Several senators from both major parties quizzed Alito about his views on presidential power and whether he'd be willing to exercise the judicial check on executive authority.

In pointed exchanges, Alito said he'd have no problem holding the president's power to the bounds set by the Constitution and the law.

"Are there instances where a president could be above the law or could put others beyond the law?" asked Sen. Patrick Leahy of Vermont, the top Democrat on the Judiciary Committee.

"The president has to follow the Constitution," Alito said. "No one is above the law."

He sidestepped the debate over the Bush administration's power to eavesdrop on Americans without court approval but said there were instances in which assertions of executive power raised questions.

"You have to know the specifics," he said, before passing any judgment. But he repeated, "The president has to comply with the Constitution, and with statutes that are passed."

Specter asked Alito about a 1952 Supreme Court ruling that prevented President Harry Truman from seizing steel factories during the Korean War.

"It doesn't answer every question that comes up in this area," Alito said. "But it provides a useful way of looking at them."

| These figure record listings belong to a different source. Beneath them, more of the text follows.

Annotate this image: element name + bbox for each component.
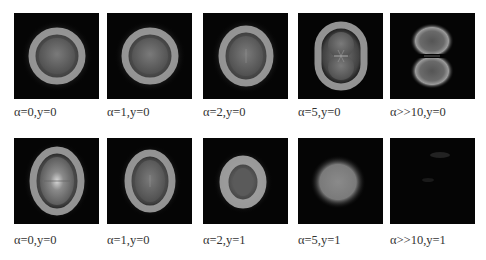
panel-label-r2-c2: α=1,y=0 <box>107 233 150 248</box>
panel-r1-c2 <box>107 13 192 99</box>
panel-r2-c4 <box>298 138 383 224</box>
panel-r2-c5 <box>390 138 475 224</box>
panel-r1-c5 <box>390 13 475 99</box>
intensity-pattern-image <box>14 13 99 99</box>
panel-label-r1-c5: α>>10,y=0 <box>390 105 446 120</box>
panel-label-r2-c3: α=2,y=1 <box>203 233 246 248</box>
panel-r2-c2 <box>107 138 192 224</box>
intensity-pattern-image <box>390 13 475 99</box>
panel-r1-c4 <box>298 13 383 99</box>
intensity-pattern-image <box>107 13 192 99</box>
panel-label-r2-c1: α=0,y=0 <box>14 233 57 248</box>
panel-r1-c3 <box>203 13 288 99</box>
intensity-pattern-image <box>390 138 475 224</box>
panel-r2-c3 <box>203 138 288 224</box>
panel-label-r1-c4: α=5,y=0 <box>298 105 341 120</box>
panel-label-r1-c2: α=1,y=0 <box>107 105 150 120</box>
panel-label-r2-c5: α>>10,y=1 <box>390 233 446 248</box>
panel-r2-c1 <box>14 138 99 224</box>
panel-label-r1-c1: α=0,y=0 <box>14 105 57 120</box>
intensity-pattern-image <box>203 138 288 224</box>
intensity-pattern-image <box>14 138 99 224</box>
panel-label-r1-c3: α=2,y=0 <box>203 105 246 120</box>
intensity-pattern-image <box>298 138 383 224</box>
panel-label-r2-c4: α=5,y=1 <box>298 233 341 248</box>
panel-r1-c1 <box>14 13 99 99</box>
intensity-pattern-image <box>107 138 192 224</box>
intensity-pattern-image <box>203 13 288 99</box>
intensity-pattern-image <box>298 13 383 99</box>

Sen. Edward Kennedy, D-Mass., was more forceful, saying the nominee showed almost single-minded deference to authority. He quoted from an Alito speech in which he said he believed in the supremacy of the elected branches over the judiciary.

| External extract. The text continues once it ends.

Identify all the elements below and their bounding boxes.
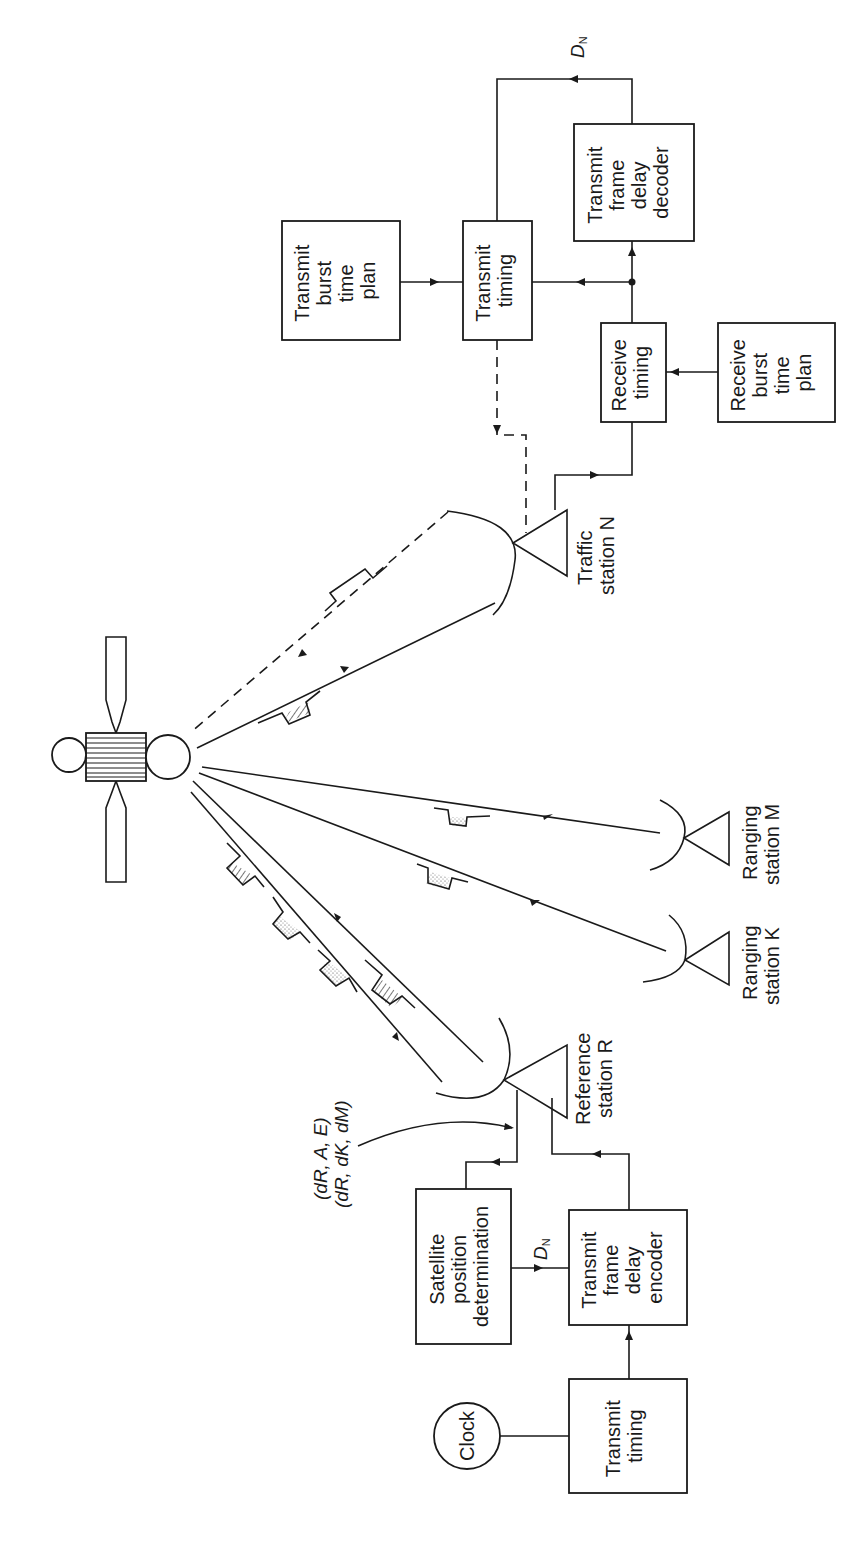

Alito said that was an "inapt" phrase and he was merely trying to convey the importance of a limited role for the judiciary, the one unelected branch.

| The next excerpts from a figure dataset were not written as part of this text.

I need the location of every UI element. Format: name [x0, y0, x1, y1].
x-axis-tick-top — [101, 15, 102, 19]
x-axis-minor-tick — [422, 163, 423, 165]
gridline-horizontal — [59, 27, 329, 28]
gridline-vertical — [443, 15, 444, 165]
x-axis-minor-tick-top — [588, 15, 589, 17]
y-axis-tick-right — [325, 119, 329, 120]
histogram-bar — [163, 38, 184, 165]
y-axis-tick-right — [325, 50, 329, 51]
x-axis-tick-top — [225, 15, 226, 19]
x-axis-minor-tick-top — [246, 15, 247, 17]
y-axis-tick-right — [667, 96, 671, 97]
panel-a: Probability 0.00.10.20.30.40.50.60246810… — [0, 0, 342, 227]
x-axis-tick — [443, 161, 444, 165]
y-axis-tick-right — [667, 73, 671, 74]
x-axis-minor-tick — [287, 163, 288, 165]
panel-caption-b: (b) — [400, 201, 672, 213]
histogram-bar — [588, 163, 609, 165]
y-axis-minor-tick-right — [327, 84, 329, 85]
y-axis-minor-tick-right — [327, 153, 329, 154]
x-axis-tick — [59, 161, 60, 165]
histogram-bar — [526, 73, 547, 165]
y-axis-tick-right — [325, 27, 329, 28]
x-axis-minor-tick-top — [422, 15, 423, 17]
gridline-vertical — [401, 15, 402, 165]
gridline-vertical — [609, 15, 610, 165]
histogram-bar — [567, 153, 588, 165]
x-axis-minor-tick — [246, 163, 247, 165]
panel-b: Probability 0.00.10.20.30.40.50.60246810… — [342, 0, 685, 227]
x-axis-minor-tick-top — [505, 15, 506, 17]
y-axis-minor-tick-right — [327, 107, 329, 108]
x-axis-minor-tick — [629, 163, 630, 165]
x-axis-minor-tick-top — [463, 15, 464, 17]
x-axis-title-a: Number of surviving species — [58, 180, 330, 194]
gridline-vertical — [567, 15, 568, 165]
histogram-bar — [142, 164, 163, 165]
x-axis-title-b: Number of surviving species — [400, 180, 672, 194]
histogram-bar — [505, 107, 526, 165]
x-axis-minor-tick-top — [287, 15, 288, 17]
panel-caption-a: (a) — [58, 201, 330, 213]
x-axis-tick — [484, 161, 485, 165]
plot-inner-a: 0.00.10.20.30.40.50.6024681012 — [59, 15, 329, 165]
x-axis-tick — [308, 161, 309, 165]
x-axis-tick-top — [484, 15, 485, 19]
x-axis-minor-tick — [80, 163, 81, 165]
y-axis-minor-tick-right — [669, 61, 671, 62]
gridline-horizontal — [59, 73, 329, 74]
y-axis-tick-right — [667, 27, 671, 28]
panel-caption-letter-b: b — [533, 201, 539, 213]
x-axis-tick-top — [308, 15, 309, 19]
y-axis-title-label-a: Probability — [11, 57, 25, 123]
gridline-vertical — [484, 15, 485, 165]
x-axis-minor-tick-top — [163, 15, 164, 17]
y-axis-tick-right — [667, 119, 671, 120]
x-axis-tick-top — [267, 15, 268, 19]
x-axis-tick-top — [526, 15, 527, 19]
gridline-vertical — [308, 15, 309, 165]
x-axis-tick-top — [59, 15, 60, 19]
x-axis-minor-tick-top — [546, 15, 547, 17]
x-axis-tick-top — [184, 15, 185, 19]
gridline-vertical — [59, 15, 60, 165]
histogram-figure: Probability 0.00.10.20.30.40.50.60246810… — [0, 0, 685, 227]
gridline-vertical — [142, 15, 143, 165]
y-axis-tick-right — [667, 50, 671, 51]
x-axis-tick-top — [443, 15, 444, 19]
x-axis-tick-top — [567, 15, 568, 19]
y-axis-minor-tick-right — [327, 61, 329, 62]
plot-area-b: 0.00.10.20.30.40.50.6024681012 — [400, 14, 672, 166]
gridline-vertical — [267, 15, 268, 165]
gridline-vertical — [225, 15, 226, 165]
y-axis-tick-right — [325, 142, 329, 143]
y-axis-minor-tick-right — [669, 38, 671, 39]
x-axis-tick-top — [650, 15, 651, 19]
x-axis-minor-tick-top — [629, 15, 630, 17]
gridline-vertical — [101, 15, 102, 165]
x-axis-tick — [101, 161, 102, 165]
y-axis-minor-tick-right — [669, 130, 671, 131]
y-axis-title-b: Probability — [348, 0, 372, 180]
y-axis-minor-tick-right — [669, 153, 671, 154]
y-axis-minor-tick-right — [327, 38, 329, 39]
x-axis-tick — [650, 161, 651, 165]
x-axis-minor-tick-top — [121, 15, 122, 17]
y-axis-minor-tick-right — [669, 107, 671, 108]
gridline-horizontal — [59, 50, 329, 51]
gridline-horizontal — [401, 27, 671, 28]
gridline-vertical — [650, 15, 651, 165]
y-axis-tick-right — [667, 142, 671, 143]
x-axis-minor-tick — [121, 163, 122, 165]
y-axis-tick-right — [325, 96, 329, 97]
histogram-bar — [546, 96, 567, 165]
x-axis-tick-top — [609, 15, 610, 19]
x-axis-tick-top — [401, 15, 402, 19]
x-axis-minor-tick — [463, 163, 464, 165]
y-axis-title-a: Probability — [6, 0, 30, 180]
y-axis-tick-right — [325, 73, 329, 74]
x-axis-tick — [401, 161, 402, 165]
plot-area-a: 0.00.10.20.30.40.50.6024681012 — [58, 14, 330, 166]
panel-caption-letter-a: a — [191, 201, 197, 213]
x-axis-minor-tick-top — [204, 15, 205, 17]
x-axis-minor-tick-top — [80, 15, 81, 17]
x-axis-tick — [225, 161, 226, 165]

On abortion, Specter, one of a handful of Republican abortion-rights supporters in the Senate, and Sen. Dianne Feinstein, D-Calif., the only woman on the committee, cited Alito's 1985 job application to become a deputy assistant attorney general, in which he said he believed "very strongly" that "the Constitution does not protect a right to an abortion."

Alito replied by pointing to his record as a judge. He supported a Pennsylvania law that would have required a woman to notify her husband before getting an abortion. But he voted to strike down a New Jersey ban on late-term abortions and he was the deciding vote striking down a Pennsylvania law that restricted Medicaid-paid abortions for women who are victims of rape or incest.

"If I had had an agenda to ... uphold any regulation of abortion that came up in any case that was presented to me, then I would have voted with (the dissenting judge) in that case and that would have turned the decision the other way," he said.

He resisted Specter's description of some court precedents as "super precedents" or "super duper precedents."

"It sort of reminds me of the size of laundry detergent in the supermarket," he said, prompting a wave of laughter.

"Sometimes changes in the situation in the real world can call for the overruling of a precedent," he said.

Several Democrats quizzed Alito over his membership in the Concerned Alumni of Princeton, a conservative group founded in 1972 that objected to Princeton's admittance of women and later questioned the use of affirmative action in admitting minorities. Alito mentioned his membership in the group in the 1985 application for a Justice Department promotion.

Alito said Tuesday that he didn't recall why or when he joined the group. He said he wasn't active in it and that he rejected many of the views that it embraced.

———

(c) 2006, Knight Ridder/Tribune Information Services.